SAT-56: Mode, Range, and Outliers
Find the mode and range, identify outliers, and understand how an outlier affects each statistic.
SAT-56: Mode, Range, and Outliers
Description: Beyond mean and median (SAT-55), the SAT uses three more simple but important ideas: the mode (most frequent value), the range (spread from low to high), and outliers (extreme values). Knowing how an outlier changes each statistic is a favorite test trap.
Mode — the most common value
The mode is the value that appears most often. A data set can have one mode, more than one (if several values tie), or no mode (if nothing repeats). (Oʻzbekcha: moda — eng koʻp takrorlangan qiymat.)
Range — the spread
range = maximum value − minimum value
The range measures how spread out the data is. A big range means the values are far apart. (Oʻzbekcha: amplituda (range) — eng katta va eng kichik qiymat orasidagi farq.)
Outliers — the troublemakers
An outlier is a value much larger or much smaller than the rest. Outliers strongly affect the mean and range, but have little effect on the median and mode. This contrast is exactly what the SAT likes to test.
Worked Example 1 — mode and range
Find the mode and range of 3, 7, 7, 7, 9, 12.
- Mode = 7 (appears three times).
- Range = 12 − 3 = 9.
Worked Example 2 — outlier's effect on the mean
Data: 10, 11, 12, 13. Now add the value 70. What happens to the mean and the median?
- Before: mean = 46 ÷ 4 = 11.5; median = (11 + 12)/2 = 11.5.
- After: mean = 116 ÷ 5 = 23.2 (jumped a lot); median = 12 (barely moved).
- Conclusion: the outlier 70 inflated the mean but hardly touched the median.
(Oʻzbekcha: chetga chiquvchi qiymat oʻrtachani keskin oshiradi, medianni esa deyarli oʻzgartirmaydi.)
Worked Example 3 — outlier's effect on the range
Using the same data, what does adding 70 do to the range?
- Before: range = 13 − 10 = 3. After: range = 70 − 10 = 60.
- The outlier exploded the range, because range depends on the extremes.
Summary trap to remember: outliers move mean and range a lot, but median and mode very little. (Oʻzbekcha: outlier — oʻrtacha va amplitudaga kuchli, median va modaga kam taʼsir qiladi.)
When is a value really an outlier?
On the SAT you can usually identify an outlier just by looking — it is a point clearly detached from the rest of the data.
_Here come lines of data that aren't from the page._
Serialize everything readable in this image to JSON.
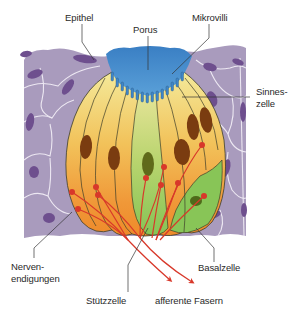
{
  "labels": {
    "epithel": "Epithel",
    "porus": "Porus",
    "mikrovilli": "Mikrovilli",
    "sinneszelle_1": "Sinnes-",
    "sinneszelle_2": "zelle",
    "nervenendigungen_1": "Nerven-",
    "nervenendigungen_2": "endigungen",
    "stuetzzelle": "Stützzelle",
    "afferente_fasern": "afferente Fasern",
    "basalzelle": "Basalzelle"
  },
  "colors": {
    "epithelium": "#a99bbd",
    "epithelium_nucleus": "#6e4f8e",
    "cell_border": "#f2eef7",
    "porus": "#3f86c8",
    "sensory_top": "#f3e79a",
    "sensory_mid": "#f2b64c",
    "sensory_bottom": "#f08a2c",
    "support_cell": "#8cc65a",
    "nucleus_brown": "#7a3c10",
    "nerve": "#d8382a",
    "outline": "#3d3d2a",
    "leader_line": "#333333"
  }
}
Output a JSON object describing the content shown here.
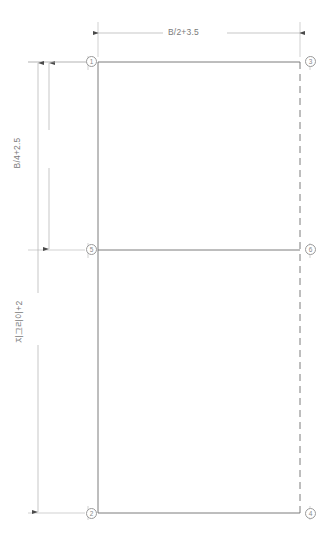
{
  "drawing": {
    "title": "",
    "type": "technical-dimension-drawing",
    "colors": {
      "outline": "#6e6e6e",
      "dimension_line": "#b9b9b9",
      "text": "#7a7a7a",
      "background": "#ffffff"
    },
    "dimensions": [
      {
        "id": "width-dimension",
        "label": "B/2+3.5",
        "orientation": "horizontal",
        "position": "top"
      },
      {
        "id": "upper-height-dimension",
        "label": "B/4+2.5",
        "orientation": "vertical",
        "position": "left-inner"
      },
      {
        "id": "total-height-dimension",
        "label": "지그리이+2",
        "orientation": "vertical",
        "position": "left-outer"
      }
    ],
    "vertices": [
      {
        "id": "vertex-1",
        "label": "1",
        "x": 92,
        "y": 62
      },
      {
        "id": "vertex-3",
        "label": "3",
        "x": 302,
        "y": 62
      },
      {
        "id": "vertex-5",
        "label": "5",
        "x": 92,
        "y": 250
      },
      {
        "id": "vertex-6",
        "label": "6",
        "x": 302,
        "y": 250
      },
      {
        "id": "vertex-2",
        "label": "2",
        "x": 92,
        "y": 513
      },
      {
        "id": "vertex-4",
        "label": "4",
        "x": 302,
        "y": 513
      }
    ],
    "edges": [
      {
        "id": "edge-top",
        "style": "solid"
      },
      {
        "id": "edge-left",
        "style": "solid"
      },
      {
        "id": "edge-bottom",
        "style": "solid"
      },
      {
        "id": "edge-right",
        "style": "dashed"
      },
      {
        "id": "edge-middle-divider",
        "style": "solid"
      }
    ]
  }
}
You do not need a formal rule, but it helps to ask two questions: is this value far from the cluster, and is there a real reason it might be a mistake or a special case (a typo, a different kind of subject)? If a data set has an outlier, mention its effect when you compare statistics, because that is almost always the point of the question. Removing an outlier pulls the mean back toward the cluster and shrinks the range, while the median and mode barely budge. (Oʻzbekcha: outlier — qolgan maʼlumotlardan aniq ajralib turadigan qiymat; uni olib tashlasangiz, oʻrtacha va amplituda kichrayadi.)
Practice 1
Find the mode and range of 5, 5, 8, 9, 9, 9, 20.
Show answer
Mode = 9 (three times). Range = 20 − 5 = 15.
Practice 2
A set is 4, 4, 5, 6, 6. If you change the 6's max to 100, which changes more — the median or the range?
Show answer
Median stays near the middle (still around 5), while the range jumps from 6 − 4 = 2 to 100 − 4 = 96. The range changes far more.
Key words — Kalit soʻzlar
- Mode — moda
- Range — amplituda (tarqoqlik)
- Maximum / Minimum — eng katta / eng kichik
- Outlier — chetga chiquvchi qiymat
- Frequency — chastota (takrorlanish soni)
- Spread — tarqoqlik
- Affect — taʼsir qilish
- Extreme value — keskin (chetki) qiymat
- Data set — maʼlumotlar toʻplami
Summary
- Mode = most frequent value; range = max − min.
- Outliers strongly affect the mean and range.
- Outliers barely affect the median and mode.